Wednesday, May 6, 2015

(THE) MANUAL TRANSMISSION

The Golden Age series was built on a simple premise, to attempt some command on this staple of the pop idiom that is largely and conspicuously absent from the Songs of Days: the chorus.  I took as my guide a segment of the so-called "Golden Rule" from the KLF's The Manual (look it up: it's like there's a rule on the internet that anyone can host a free copy of this late 80s artifact of British punk/pop music culture - a description I'm sure would fill someone with shaking rage - but it has to be in some sort of eye-bending, Geocities era visual presentation - so it's not hard to find):

Thirdly, [your aspiring number one hit song] must consist of an intro, a verse, a chorus, second verse, a second chorus, a breakdown section, back into a double length chorus and outro. Fourthly, lyrics. You will need some, but not many.

My interpretation of this formula was to write a hundred and one (which were meant to be a hundred but I discovered long after the fact that I accidentally wrote number 30 twice) songs of the formula verse chorus verse chorus, sometimes a lyrical bridge, chorus chorus.

The experiment was a failure, I'd say, I never felt my choruses really fit, somehow, and I certainly didn't go on to integrate the form into my ongoing writing. It bums me out, I love a good chorus. I just don't seem to have the knack, though if I say so myself I scribe a winsome line from time to time.

There's quite a bit more to the Golden Rule as dictated by the Justified Ancients of Mu Mu, all to do with the music - oh right, the music. The rub, right there.  Lotta lyrics, but I've never been too great at creating music.  Not prolific. Not very sophisticated. And I suspect while not grasping the exact mechanism that the chorus problem is totally bound up in that deficiency.  It is the chorus that binds the words and melody, binds them up with the rhythm into a single shining braid.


§ Problem requirements: Look below and pull out each line with the word "caption".
*** Opening of Raw data ***
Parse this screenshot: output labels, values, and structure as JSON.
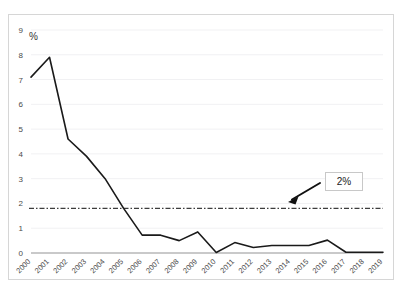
{
  "chart_data": {
    "type": "line",
    "title": "",
    "subtitle": "",
    "xlabel": "",
    "ylabel": "%",
    "y_unit_label": "%",
    "categories": [
      "2000",
      "2001",
      "2002",
      "2003",
      "2004",
      "2005",
      "2006",
      "2007",
      "2008",
      "2009",
      "2010",
      "2011",
      "2012",
      "2013",
      "2014",
      "2015",
      "2016",
      "2017",
      "2018",
      "2019"
    ],
    "values": [
      7.1,
      7.9,
      4.6,
      3.9,
      3.0,
      1.8,
      0.72,
      0.72,
      0.5,
      0.85,
      0.02,
      0.42,
      0.22,
      0.3,
      0.3,
      0.3,
      0.52,
      0.03,
      0.03,
      0.03
    ],
    "series": [
      {
        "name": "",
        "values": [
          7.1,
          7.9,
          4.6,
          3.9,
          3.0,
          1.8,
          0.72,
          0.72,
          0.5,
          0.85,
          0.02,
          0.42,
          0.22,
          0.3,
          0.3,
          0.3,
          0.52,
          0.03,
          0.03,
          0.03
        ]
      }
    ],
    "ylim": [
      0,
      9
    ],
    "y_ticks": [
      "0",
      "1",
      "2",
      "3",
      "4",
      "5",
      "6",
      "7",
      "8",
      "9"
    ],
    "xlim_labels": [
      "2000",
      "2019"
    ],
    "grid": true,
    "grid_axis": "y",
    "legend": false,
    "legend_position": "none",
    "x_tick_rotation": -45,
    "annotations": [
      {
        "name": "threshold-label",
        "text": "2%",
        "type": "boxed-label-with-arrow",
        "target_value": 1.8,
        "arrow_direction": "down-left"
      }
    ],
    "reference_lines": [
      {
        "name": "two-percent-threshold",
        "value": 1.8,
        "style": "dash-dot",
        "label": "2%"
      }
    ],
    "colors": {
      "line": "#1a1a1a",
      "threshold": "#3d3d3d",
      "grid": "#f1f1f3",
      "border": "#d6d6d6",
      "background": "#ffffff",
      "tick_text": "#4a4a4a"
    }
  }
}
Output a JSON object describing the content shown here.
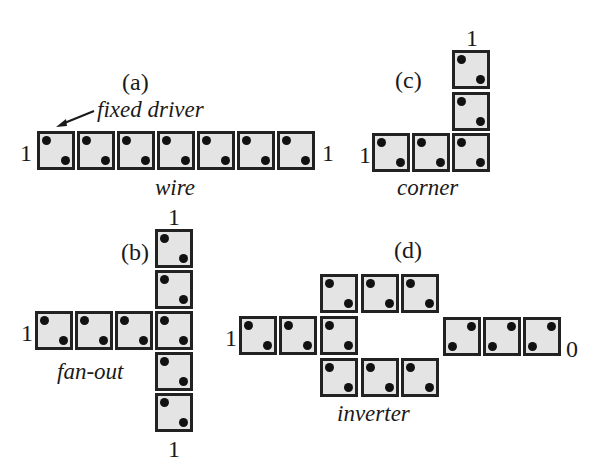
{
  "figure": {
    "panels": [
      {
        "id": "a",
        "label": "(a)",
        "caption": "wire",
        "annotation": "fixed driver",
        "input": "1",
        "output": "1"
      },
      {
        "id": "b",
        "label": "(b)",
        "caption": "fan-out",
        "input": "1",
        "output_top": "1",
        "output_bottom": "1"
      },
      {
        "id": "c",
        "label": "(c)",
        "caption": "corner",
        "input": "1",
        "output": "1"
      },
      {
        "id": "d",
        "label": "(d)",
        "caption": "inverter",
        "input": "1",
        "output": "0"
      }
    ],
    "colors": {
      "cell_fill": "#e4e4e4",
      "cell_border": "#222222",
      "dot": "#111111"
    }
  }
}
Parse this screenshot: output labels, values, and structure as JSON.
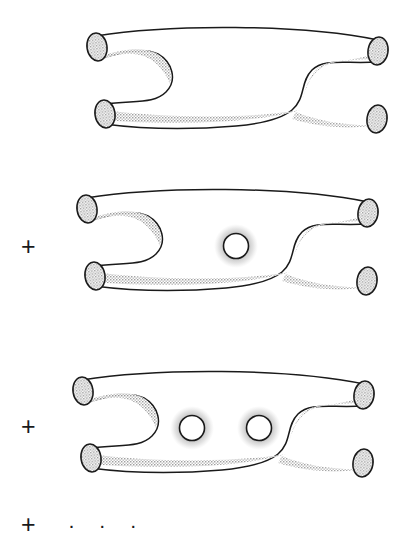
{
  "figure": {
    "background_color": "#ffffff",
    "outline_color": "#1a1a1a",
    "shading_color": "#b9b9b9",
    "tube_fill_color": "#ffffff",
    "cap_fill_color": "#d8d8d8"
  },
  "terms": [
    {
      "name": "genus-0-term",
      "label": "",
      "operator": "",
      "handles": 0,
      "holes": []
    },
    {
      "name": "genus-1-term",
      "label": "",
      "operator": "+",
      "handles": 1,
      "holes": [
        {
          "cx": 236,
          "cy": 246,
          "r": 13
        }
      ]
    },
    {
      "name": "genus-2-term",
      "label": "",
      "operator": "+",
      "handles": 2,
      "holes": [
        {
          "cx": 192,
          "cy": 428,
          "r": 13
        },
        {
          "cx": 259,
          "cy": 428,
          "r": 13
        }
      ]
    },
    {
      "name": "continuation-term",
      "label": "",
      "operator": "+",
      "handles": null,
      "holes": []
    }
  ],
  "operators": {
    "plus_1": "+",
    "plus_2": "+",
    "plus_3": "+"
  },
  "continuation": {
    "dots": "·  ·  ·"
  }
}
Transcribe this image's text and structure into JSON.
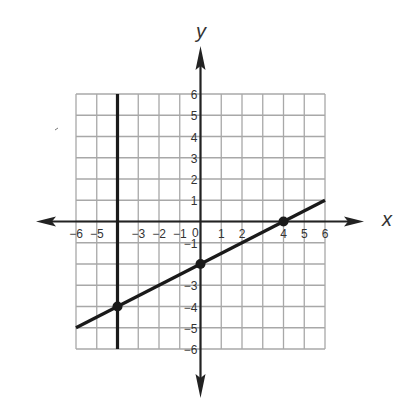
{
  "chart_data": {
    "type": "line",
    "title": "",
    "xlabel": "x",
    "ylabel": "y",
    "xlim": [
      -6,
      6
    ],
    "ylim": [
      -6,
      6
    ],
    "grid": true,
    "x_ticks": [
      -6,
      -5,
      -3,
      -2,
      -1,
      0,
      1,
      2,
      4,
      5,
      6
    ],
    "y_ticks": [
      6,
      5,
      4,
      3,
      2,
      1,
      -1,
      -3,
      -4,
      -5,
      -6
    ],
    "series": [
      {
        "name": "vertical line x = -4",
        "equation": "x = -4",
        "points": [
          [
            -4,
            6
          ],
          [
            -4,
            -6
          ]
        ]
      },
      {
        "name": "slanted line y = 0.5x - 2",
        "equation": "y = 0.5x - 2",
        "points": [
          [
            -6,
            -5
          ],
          [
            6,
            1
          ]
        ]
      }
    ],
    "marked_points": [
      {
        "x": -4,
        "y": -4
      },
      {
        "x": 0,
        "y": -2
      },
      {
        "x": 4,
        "y": 0
      }
    ]
  },
  "labels": {
    "x_axis": "x",
    "y_axis": "y",
    "origin": "0"
  },
  "colors": {
    "grid": "#a8a8a8",
    "axis": "#222222",
    "line": "#1a1a1a",
    "text": "#333333"
  }
}
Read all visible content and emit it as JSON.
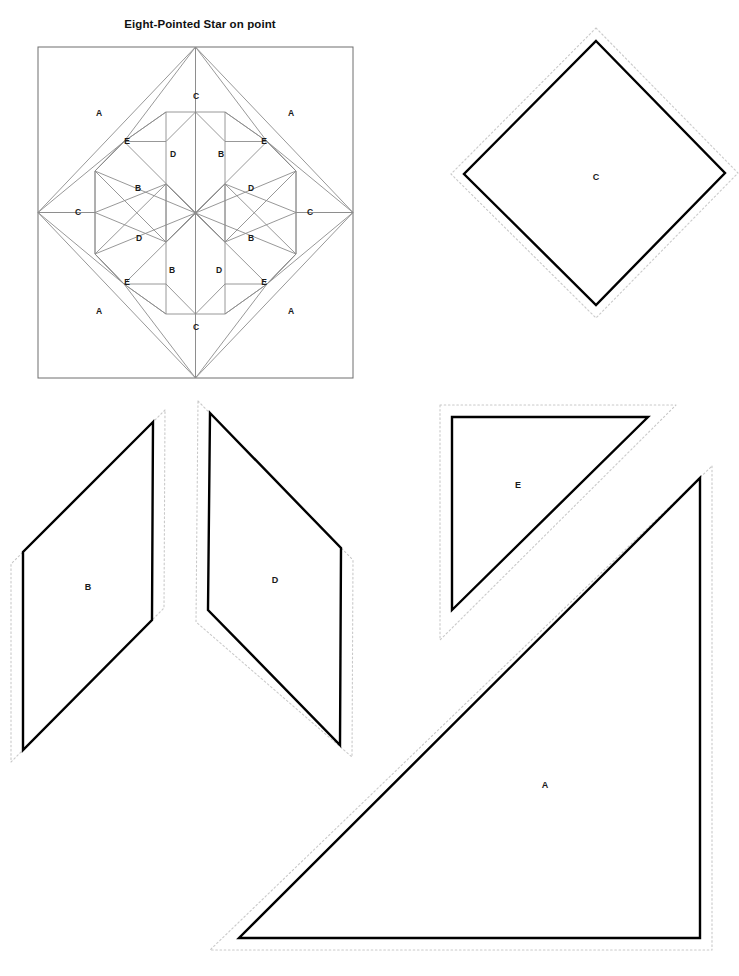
{
  "document": {
    "title": "Eight-Pointed Star on point",
    "page_width": 739,
    "page_height": 976,
    "background_color": "#ffffff",
    "ink_color": "#000000"
  },
  "colors": {
    "block_outline": "#6e6e6e",
    "block_seam_line": "#8c8c8c",
    "template_cut_line": "#000000",
    "template_seam_dotted": "#c9c9c9",
    "label_text": "#1a1a1a",
    "title_text": "#111111"
  },
  "block_diagram": {
    "name": "Eight-Pointed Star on point",
    "frame": {
      "x": 38,
      "y": 47,
      "width": 315,
      "height": 331
    },
    "center": {
      "x": 195,
      "y": 213
    },
    "piece_labels": [
      {
        "letter": "A",
        "x": 99,
        "y": 113
      },
      {
        "letter": "A",
        "x": 291,
        "y": 113
      },
      {
        "letter": "A",
        "x": 99,
        "y": 311
      },
      {
        "letter": "A",
        "x": 291,
        "y": 311
      },
      {
        "letter": "C",
        "x": 196,
        "y": 96
      },
      {
        "letter": "C",
        "x": 78,
        "y": 212
      },
      {
        "letter": "C",
        "x": 310,
        "y": 212
      },
      {
        "letter": "C",
        "x": 196,
        "y": 327
      },
      {
        "letter": "E",
        "x": 127,
        "y": 141
      },
      {
        "letter": "E",
        "x": 264,
        "y": 141
      },
      {
        "letter": "E",
        "x": 127,
        "y": 282
      },
      {
        "letter": "E",
        "x": 264,
        "y": 282
      },
      {
        "letter": "D",
        "x": 173,
        "y": 154
      },
      {
        "letter": "B",
        "x": 221,
        "y": 154
      },
      {
        "letter": "B",
        "x": 138,
        "y": 188
      },
      {
        "letter": "D",
        "x": 251,
        "y": 188
      },
      {
        "letter": "D",
        "x": 139,
        "y": 238
      },
      {
        "letter": "B",
        "x": 251,
        "y": 238
      },
      {
        "letter": "B",
        "x": 172,
        "y": 270
      },
      {
        "letter": "D",
        "x": 219,
        "y": 270
      }
    ]
  },
  "templates": [
    {
      "letter": "C",
      "shape": "square-on-point",
      "label_x": 596,
      "label_y": 177,
      "cut_points": "596,41 725,173 596,305 464,174",
      "seam_points": "596,28 738,173 596,318 451,174"
    },
    {
      "letter": "B",
      "shape": "parallelogram",
      "label_x": 88,
      "label_y": 587,
      "cut_points": "153,422 23,552 23,750 152,620",
      "seam_points": "165,410 11,564 11,762 164,608"
    },
    {
      "letter": "D",
      "shape": "parallelogram",
      "label_x": 275,
      "label_y": 580,
      "cut_points": "210,413 341,548 340,745 208,610",
      "seam_points": "198,401 353,560 352,757 196,622"
    },
    {
      "letter": "E",
      "shape": "right-triangle",
      "label_x": 518,
      "label_y": 485,
      "cut_points": "452,417 648,417 452,610",
      "seam_points": "440,405 676,405 440,640"
    },
    {
      "letter": "A",
      "shape": "right-triangle",
      "label_x": 545,
      "label_y": 785,
      "cut_points": "700,478 700,938 239,938",
      "seam_points": "712,466 712,950 210,950"
    }
  ]
}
*** Close of Raw data ***
§ Task answer:
        "caption": "wire",
        "caption": "fan-out",
        "caption": "corner",
        "caption": "inverter",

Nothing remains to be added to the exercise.